In 2019, as a postdoctoral researcher at the University of Pennsylvania, David Rolnick was lead author of an influential report that described various ways machine learning could reduce greenhouse-gas emissions and help society adapt to climate change, from predicting energy needs to managing forests to modeling planet-scale weather systems. His coauthors included DeepMind cofounder Demis Hassabis and Turing Award winner Yoshua Bengio. That year, Rolnick was a lead organizer for the first workshops on climate change at three leading AI conferences, and lead organizer of an event on AI at the United Nations Climate Change Conference.
“David Rolnick has been hugely influential in convening AI practitioners to work on climate change,” says Andrew Ng, a cofounder of Google Brain and former chief scientist at Baidu. “By helping shape a vision of how AI could help climate change and tirelessly organizing a community around it, he has catalyzed a significant amount of activity on this important topic.”
Rolnick now leads a group at McGill University that uses different AI techniques to attack problems related to climate.
For example, data relevant to climate change—records of infrastructure spending or greenhouse-gas emissions or simply weather patterns—varies enormously between countries. And yet climate needs to be understood at a global level.
“In the Global South there can be less information on infrastructure,” says Rolnick. “So policymakers may have less to go on when it comes to making decisions about energy requirements or managing coastal flood risk.” Countries also have different regulations about what does and does not get recorded. Germany gathers information on where its solar panels are, for example, but the US does not, so researchers are using machine learning to identify solar panels in the US from satellite imagery. Machine learning can also be used to forecast energy demand more accurately than is possible with existing techniques, Rolnick says.

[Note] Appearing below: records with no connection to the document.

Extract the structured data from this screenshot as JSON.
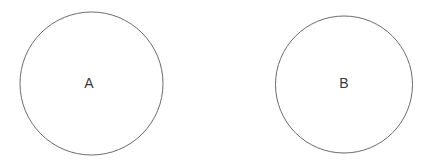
{
  "canvas": {
    "width": 438,
    "height": 168,
    "background_color": "#ffffff"
  },
  "style": {
    "stroke_color": "#6b6b6b",
    "stroke_width": 1,
    "fill_color": "#ffffff",
    "label_color": "#3a3a3a",
    "label_font_size": 14
  },
  "diagram": {
    "type": "two-disjoint-circles",
    "shape_count": 2,
    "shapes": [
      {
        "id": "circle-a",
        "label": "A",
        "cx": 91.5,
        "cy": 83.5,
        "r": 71.5,
        "label_x": 89,
        "label_y": 88
      },
      {
        "id": "circle-b",
        "label": "B",
        "cx": 344,
        "cy": 84.5,
        "r": 68.5,
        "label_x": 344,
        "label_y": 88
      }
    ]
  }
}
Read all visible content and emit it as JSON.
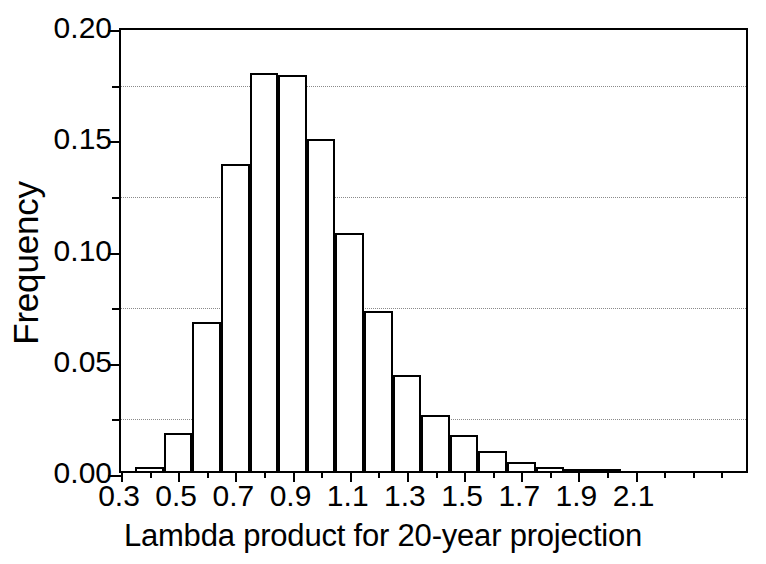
{
  "chart_data": {
    "type": "bar",
    "title": "",
    "subtitle": "",
    "xlabel": "Lambda product for 20-year projection",
    "ylabel": "Frequency",
    "xlim": [
      0.3,
      2.5
    ],
    "ylim": [
      0.0,
      0.2
    ],
    "grid": true,
    "grid_axis": "y",
    "grid_style": "dotted",
    "legend": null,
    "legend_position": "none",
    "bar_style": {
      "fill": "#ffffff",
      "edge": "#000000",
      "edge_width_px": 2.2
    },
    "bin_width": 0.1,
    "x_tick_labels": [
      "0.3",
      "0.5",
      "0.7",
      "0.9",
      "1.1",
      "1.3",
      "1.5",
      "1.7",
      "1.9",
      "2.1"
    ],
    "x_tick_values": [
      0.3,
      0.5,
      0.7,
      0.9,
      1.1,
      1.3,
      1.5,
      1.7,
      1.9,
      2.1
    ],
    "x_minor_tick_values": [
      0.4,
      0.6,
      0.8,
      1.0,
      1.2,
      1.4,
      1.6,
      1.8,
      2.0,
      2.2,
      2.3,
      2.4
    ],
    "y_tick_labels": [
      "0.00",
      "0.05",
      "0.10",
      "0.15",
      "0.20"
    ],
    "y_tick_values": [
      0.0,
      0.05,
      0.1,
      0.15,
      0.2
    ],
    "y_minor_tick_values": [
      0.025,
      0.075,
      0.125,
      0.175
    ],
    "gridline_values": [
      0.025,
      0.075,
      0.125,
      0.175
    ],
    "bin_left_edges": [
      0.35,
      0.45,
      0.55,
      0.65,
      0.75,
      0.85,
      0.95,
      1.05,
      1.15,
      1.25,
      1.35,
      1.45,
      1.55,
      1.65,
      1.75,
      1.85,
      1.95
    ],
    "bin_centers": [
      0.4,
      0.5,
      0.6,
      0.7,
      0.8,
      0.9,
      1.0,
      1.1,
      1.2,
      1.3,
      1.4,
      1.5,
      1.6,
      1.7,
      1.8,
      1.9,
      2.0
    ],
    "categories": [
      "0.35-0.45",
      "0.45-0.55",
      "0.55-0.65",
      "0.65-0.75",
      "0.75-0.85",
      "0.85-0.95",
      "0.95-1.05",
      "1.05-1.15",
      "1.15-1.25",
      "1.25-1.35",
      "1.35-1.45",
      "1.45-1.55",
      "1.55-1.65",
      "1.65-1.75",
      "1.75-1.85",
      "1.85-1.95",
      "1.95-2.05"
    ],
    "values": [
      0.002,
      0.017,
      0.067,
      0.138,
      0.179,
      0.178,
      0.149,
      0.107,
      0.072,
      0.043,
      0.025,
      0.016,
      0.009,
      0.004,
      0.002,
      0.001,
      0.0005
    ]
  }
}
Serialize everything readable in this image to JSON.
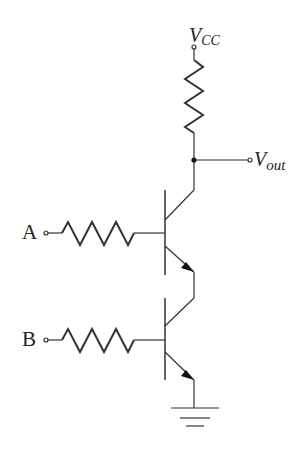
{
  "diagram": {
    "type": "circuit",
    "title": "",
    "labels": {
      "vcc_main": "V",
      "vcc_sub": "CC",
      "vout_main": "V",
      "vout_sub": "out",
      "input_a": "A",
      "input_b": "B"
    },
    "components": [
      {
        "id": "R_collector",
        "type": "resistor",
        "from": "VCC",
        "to": "Vout"
      },
      {
        "id": "R_a",
        "type": "resistor",
        "from": "A",
        "to": "Q1.base"
      },
      {
        "id": "R_b",
        "type": "resistor",
        "from": "B",
        "to": "Q2.base"
      },
      {
        "id": "Q1",
        "type": "npn-transistor",
        "collector": "Vout",
        "emitter": "Q2.collector"
      },
      {
        "id": "Q2",
        "type": "npn-transistor",
        "collector": "Q1.emitter",
        "emitter": "GND"
      },
      {
        "id": "GND",
        "type": "ground"
      }
    ],
    "colors": {
      "line": "#333333",
      "background": "#ffffff"
    }
  }
}
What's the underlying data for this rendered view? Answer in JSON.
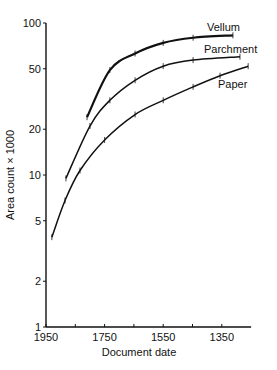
{
  "chart_data": {
    "type": "line",
    "title": "",
    "xlabel": "Document date",
    "ylabel": "Area count × 1000",
    "yscale": "log",
    "ylim": [
      1,
      100
    ],
    "xlim": [
      1950,
      1250
    ],
    "x_reversed": true,
    "grid": false,
    "legend": "inline labels at curve ends",
    "x_ticks": [
      1950,
      1850,
      1750,
      1650,
      1550,
      1450,
      1350
    ],
    "x_tick_labels": [
      "1950",
      "1750",
      "1550",
      "1350"
    ],
    "y_ticks": [
      1,
      2,
      5,
      10,
      20,
      50,
      100
    ],
    "y_tick_labels": [
      "1",
      "2",
      "5",
      "10",
      "20",
      "50",
      "100"
    ],
    "series": [
      {
        "name": "Vellum",
        "x": [
          1810,
          1732,
          1646,
          1550,
          1448,
          1312
        ],
        "y": [
          24,
          49,
          63,
          74,
          80,
          83
        ]
      },
      {
        "name": "Parchment",
        "x": [
          1882,
          1800,
          1732,
          1646,
          1550,
          1448,
          1288
        ],
        "y": [
          9.5,
          21,
          31,
          42,
          52,
          57,
          60
        ]
      },
      {
        "name": "Paper",
        "x": [
          1930,
          1885,
          1834,
          1750,
          1646,
          1550,
          1448,
          1356,
          1260
        ],
        "y": [
          3.9,
          6.8,
          10.7,
          17,
          25,
          31,
          38,
          45,
          52
        ]
      }
    ]
  }
}
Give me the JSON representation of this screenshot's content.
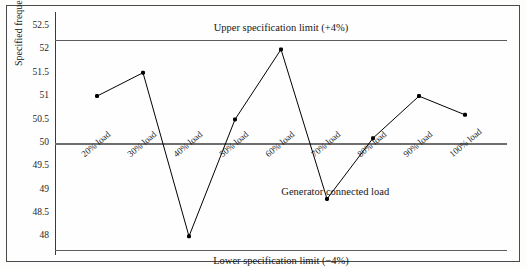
{
  "chart_data": {
    "type": "line",
    "title": "",
    "subtitle": "",
    "xlabel": "Generator connected load",
    "ylabel": "Specified frequency (Hz)",
    "categories": [
      "20% load",
      "30% load",
      "40% load",
      "50% load",
      "60% load",
      "70% load",
      "80% load",
      "90% load",
      "100% load"
    ],
    "series": [
      {
        "name": "Specified frequency",
        "values": [
          51.0,
          51.5,
          48.0,
          50.5,
          52.0,
          48.8,
          50.1,
          51.0,
          50.6
        ]
      }
    ],
    "ylim": [
      47.6,
      52.8
    ],
    "yticks": [
      "52.5",
      "52",
      "51.5",
      "51",
      "50.5",
      "50",
      "49.5",
      "49",
      "48.5",
      "48"
    ],
    "ytick_values": [
      52.5,
      52,
      51.5,
      51,
      50.5,
      50,
      49.5,
      49,
      48.5,
      48
    ],
    "grid": false,
    "legend": "none",
    "reference_lines": [
      {
        "label": "Upper specification limit (+4%)",
        "value": 52.2
      },
      {
        "label": "",
        "value": 50.0
      },
      {
        "label": "Lower specification limit (−4%)",
        "value": 47.7
      }
    ],
    "colors": {
      "series_line": "#000000",
      "marker": "#000000",
      "reference_line": "#5c5c5c",
      "axis": "#3a3a3a",
      "background": "#fefefe",
      "text": "#171717"
    }
  },
  "annotations": {
    "upper_limit": "Upper specification limit (+4%)",
    "lower_limit": "Lower specification limit (−4%)",
    "x_axis_inner": "Generator connected load"
  },
  "axes": {
    "y_title": "Specified frequency (Hz)"
  }
}
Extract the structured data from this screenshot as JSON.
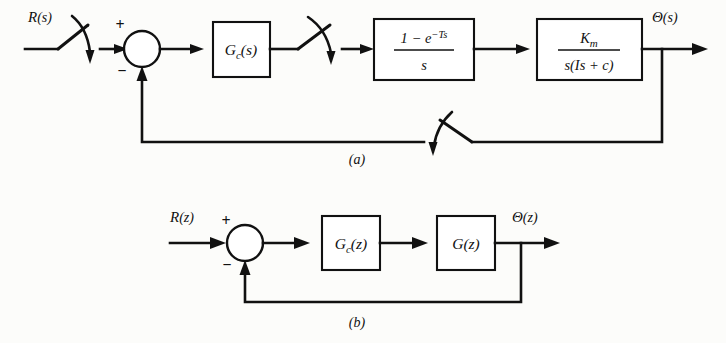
{
  "figure": {
    "type": "control-system-block-diagram",
    "line_color": "#111111",
    "background_color": "#fcfcfa",
    "block_fill": "#ffffff"
  },
  "diagram_a": {
    "caption": "(a)",
    "input_signal": {
      "name": "R",
      "arg": "(s)",
      "full": "R(s)"
    },
    "output_signal": {
      "name": "Θ",
      "arg": "(s)",
      "full": "Θ(s)"
    },
    "summing_junction": {
      "plus_sign": "+",
      "minus_sign": "−"
    },
    "blocks": [
      {
        "id": "controller-s",
        "label_main": "G",
        "label_sub": "c",
        "label_arg": "(s)",
        "full": "G_c(s)"
      },
      {
        "id": "zero-order-hold",
        "numerator_pre": "1 − e",
        "numerator_exp": "−Ts",
        "denominator": "s",
        "full": "(1 − e^{−Ts}) / s"
      },
      {
        "id": "motor-plant",
        "numerator_main": "K",
        "numerator_sub": "m",
        "denominator": "s(Is + c)",
        "full": "K_m / (s(Is + c))"
      }
    ],
    "samplers": [
      {
        "id": "input-sampler",
        "name": "sampler-switch"
      },
      {
        "id": "controller-output-sampler",
        "name": "sampler-switch"
      },
      {
        "id": "feedback-sampler",
        "name": "sampler-switch"
      }
    ]
  },
  "diagram_b": {
    "caption": "(b)",
    "input_signal": {
      "name": "R",
      "arg": "(z)",
      "full": "R(z)"
    },
    "output_signal": {
      "name": "Θ",
      "arg": "(z)",
      "full": "Θ(z)"
    },
    "summing_junction": {
      "plus_sign": "+",
      "minus_sign": "−"
    },
    "blocks": [
      {
        "id": "controller-z",
        "label_main": "G",
        "label_sub": "c",
        "label_arg": "(z)",
        "full": "G_c(z)"
      },
      {
        "id": "plant-z",
        "label_main": "G",
        "label_sub": "",
        "label_arg": "(z)",
        "full": "G(z)"
      }
    ]
  }
}
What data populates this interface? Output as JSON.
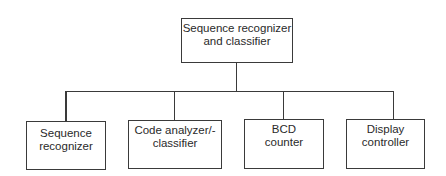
{
  "diagram": {
    "type": "hierarchy",
    "root": {
      "label": "Sequence recognizer\nand classifier",
      "line1": "Sequence recognizer",
      "line2": "and classifier"
    },
    "children": [
      {
        "line1": "Sequence",
        "line2": "recognizer"
      },
      {
        "line1": "Code analyzer/-",
        "line2": "classifier"
      },
      {
        "line1": "BCD",
        "line2": "counter"
      },
      {
        "line1": "Display",
        "line2": "controller"
      }
    ],
    "colors": {
      "stroke": "#3a3a3a",
      "text": "#2a2a2a",
      "background": "#ffffff"
    }
  }
}
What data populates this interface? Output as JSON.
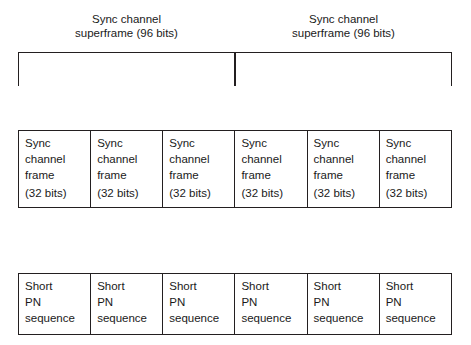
{
  "diagram": {
    "superframes": [
      {
        "line1": "Sync channel",
        "line2": "superframe (96 bits)"
      },
      {
        "line1": "Sync channel",
        "line2": "superframe (96 bits)"
      }
    ],
    "frames": [
      {
        "line1": "Sync",
        "line2": "channel",
        "line3": "frame",
        "line4": "(32 bits)"
      },
      {
        "line1": "Sync",
        "line2": "channel",
        "line3": "frame",
        "line4": "(32 bits)"
      },
      {
        "line1": "Sync",
        "line2": "channel",
        "line3": "frame",
        "line4": "(32 bits)"
      },
      {
        "line1": "Sync",
        "line2": "channel",
        "line3": "frame",
        "line4": "(32 bits)"
      },
      {
        "line1": "Sync",
        "line2": "channel",
        "line3": "frame",
        "line4": "(32 bits)"
      },
      {
        "line1": "Sync",
        "line2": "channel",
        "line3": "frame",
        "line4": "(32 bits)"
      }
    ],
    "pn_sequences": [
      {
        "line1": "Short",
        "line2": "PN",
        "line3": "sequence"
      },
      {
        "line1": "Short",
        "line2": "PN",
        "line3": "sequence"
      },
      {
        "line1": "Short",
        "line2": "PN",
        "line3": "sequence"
      },
      {
        "line1": "Short",
        "line2": "PN",
        "line3": "sequence"
      },
      {
        "line1": "Short",
        "line2": "PN",
        "line3": "sequence"
      },
      {
        "line1": "Short",
        "line2": "PN",
        "line3": "sequence"
      }
    ],
    "colors": {
      "stroke": "#231f20",
      "text": "#1a1a1a",
      "background": "#ffffff"
    }
  }
}
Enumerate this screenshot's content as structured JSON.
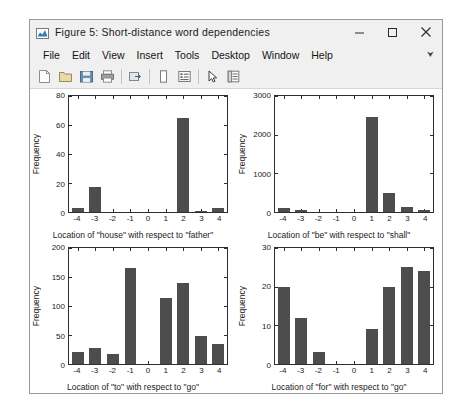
{
  "window": {
    "title": "Figure 5: Short-distance word dependencies",
    "title_icon": "figure-chart-icon",
    "controls": {
      "minimize": "minimize-icon",
      "maximize": "maximize-icon",
      "close": "close-icon"
    }
  },
  "menubar": {
    "items": [
      {
        "label": "File"
      },
      {
        "label": "Edit"
      },
      {
        "label": "View"
      },
      {
        "label": "Insert"
      },
      {
        "label": "Tools"
      },
      {
        "label": "Desktop"
      },
      {
        "label": "Window"
      },
      {
        "label": "Help"
      }
    ],
    "overflow": "⮟"
  },
  "toolbar": {
    "buttons": [
      {
        "name": "new-figure-icon"
      },
      {
        "name": "open-file-icon"
      },
      {
        "name": "save-figure-icon"
      },
      {
        "name": "print-figure-icon"
      },
      {
        "name": "separator"
      },
      {
        "name": "link-plot-icon"
      },
      {
        "name": "separator"
      },
      {
        "name": "insert-colorbar-icon"
      },
      {
        "name": "insert-legend-icon"
      },
      {
        "name": "separator"
      },
      {
        "name": "edit-pointer-icon"
      },
      {
        "name": "show-plot-tools-icon"
      }
    ]
  },
  "chart_data": [
    {
      "type": "bar",
      "id": "subplot-house-father",
      "title": "",
      "xlabel": "Location of \"house\" with respect to \"father\"",
      "ylabel": "Frequency",
      "categories": [
        "-4",
        "-3",
        "-2",
        "-1",
        "0",
        "1",
        "2",
        "3",
        "4"
      ],
      "values": [
        3,
        17,
        0,
        0,
        0,
        0,
        65,
        1,
        3
      ],
      "ylim": [
        0,
        80
      ],
      "yticks": [
        0,
        20,
        40,
        60,
        80
      ],
      "grid": false,
      "legend": "none",
      "bar_color": "#4d4d4d"
    },
    {
      "type": "bar",
      "id": "subplot-be-shall",
      "title": "",
      "xlabel": "Location of \"be\" with respect to \"shall\"",
      "ylabel": "Frequency",
      "categories": [
        "-4",
        "-3",
        "-2",
        "-1",
        "0",
        "1",
        "2",
        "3",
        "4"
      ],
      "values": [
        110,
        60,
        0,
        0,
        0,
        2450,
        480,
        130,
        60
      ],
      "ylim": [
        0,
        3000
      ],
      "yticks": [
        0,
        1000,
        2000,
        3000
      ],
      "grid": false,
      "legend": "none",
      "bar_color": "#4d4d4d"
    },
    {
      "type": "bar",
      "id": "subplot-to-go",
      "title": "",
      "xlabel": "Location of \"to\" with respect to \"go\"",
      "ylabel": "Frequency",
      "categories": [
        "-4",
        "-3",
        "-2",
        "-1",
        "0",
        "1",
        "2",
        "3",
        "4"
      ],
      "values": [
        20,
        28,
        18,
        165,
        0,
        113,
        140,
        48,
        35
      ],
      "ylim": [
        0,
        200
      ],
      "yticks": [
        0,
        50,
        100,
        150,
        200
      ],
      "grid": false,
      "legend": "none",
      "bar_color": "#4d4d4d"
    },
    {
      "type": "bar",
      "id": "subplot-for-go",
      "title": "",
      "xlabel": "Location of \"for\" with respect to \"go\"",
      "ylabel": "Frequency",
      "categories": [
        "-4",
        "-3",
        "-2",
        "-1",
        "0",
        "1",
        "2",
        "3",
        "4"
      ],
      "values": [
        20,
        12,
        3,
        0,
        0,
        9,
        20,
        25,
        24
      ],
      "ylim": [
        0,
        30
      ],
      "yticks": [
        0,
        10,
        20,
        30
      ],
      "grid": false,
      "legend": "none",
      "bar_color": "#4d4d4d"
    }
  ],
  "colors": {
    "window_chrome": "#f0f0f0",
    "window_border": "#9a9a9a",
    "figure_background": "#ffffff",
    "axis_line": "#2e2e2e",
    "bar_fill": "#4d4d4d",
    "text": "#1a1a1a"
  }
}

This allows energy providers to manage their electricity grids more efficiently.
Rolnick and his colleagues are trying to come up with new machine-learning techniques that could be applied to the study of climate change as well.
For instance, they are building algorithms for transfer learning, which involves training an AI on one set of examples and then transferring what it’s learned to new situations. They are also researching meta-learning, a set of techniques that make AI better at learning from small or incomplete data sets. Rolnick thinks these methods are especially useful for modeling biodiversity because sources of real-world data are so patchy.
Rolnick is also involved in projects that combine machine learning with climate models to simulate complex physical and atmospheric processes like cloud formation. The precise means by which clouds form, and how much they reflect or absorb sunlight, is one of the largest sources of uncertainty in existing climate models—partly because simulating clouds in climate models is computationally intensive. Using machine learning to find patterns in when and where clouds form and how reflective they tend to be—without trying to understand the underlying atmospheric chemistry—allows scientists to run models more quickly.
Rolnick and his collaborators are convinced AI will be a crucial tool in fighting climate change. All the same, there are growing concerns that machine learning itself is part of the problem. He acknowledges that training today’s largest AI models consumes large amounts of energy, but he points out that this contributes a tiny fraction of global emissions—and that the real climate risks from AI arguably have more to do with its uses in areas such as oil and gas exploration. “I’m much more worried about negative applications of machine learning than I am about its energy use,” he says.